Photo by Sonja Langford on Unsplash

The process of transforming muscle from a cow into prime meat on a plate starts at slaughter. In addition to not being humane, it is known that stressing any animal before slaughter degrades the quality of the meat produced. After a humane slaughter, muscle continues to live on for a little while by consuming energy stores (glycogen) in the muscle. This produces lactic acid that controls rampant enzyme activity, reduces microbial spoilage, and retains moisture. However, if an animal is stressed its metabolic rate increases and it starts to consume the energy stores while still alive, meaning these post-slaughter processes don’t occur. Meat Standards Australia assigns a very high score to slaughter in its grading system (a score of 5, compared to scores in steps of 0.15 for marbling — scientific studies indicate that marbling does not contribute as much to eating quality as is generally assumed).

Rigor mortis sets in when the muscles have completely depleted their energy stores (it takes about 2 hours in beef).
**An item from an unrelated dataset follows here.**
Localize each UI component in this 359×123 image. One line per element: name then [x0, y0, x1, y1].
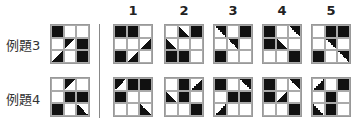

As the muscle shuts down, it triggers a contraction of muscle fibres that then lock together stiffly. The beef is hung during this stage to minimise contractions by stretching under gravity.

The beginning of the ageing process occurs when muscle enzymes have had sufficient time to start to break down the tight bonds between muscle filaments, softening what is now becoming meat (after ~1 day).

After this, it will continue to age and improve during the time it takes to get to market, however this is an incidental ageing of a few days to a week, which actually is about right for poultry, pork and lamb because their fats tend to rancidity. But beef is an exception, it has been known for a long time that deliberately continuing the ageing process can improve the eating experience, and in earlier times beef was routinely aged for longer.

The dry-ageing method is the gold standard. Meat is hung for at least a month in refrigerated conditions (to stop microbial growth), with high humidity (to minimize water loss), and under ultra-violet light (to kill surface contaminants). During this time enzymes, without their normal control systems, start breaking everything apart — proteins into savoury amino acids, fats into flavoursome fatty acids, glycogen into sweet glucose and more. They also increase tenderness by continuing to weakening the bonding between muscle fibres and to some extent collagen fibres.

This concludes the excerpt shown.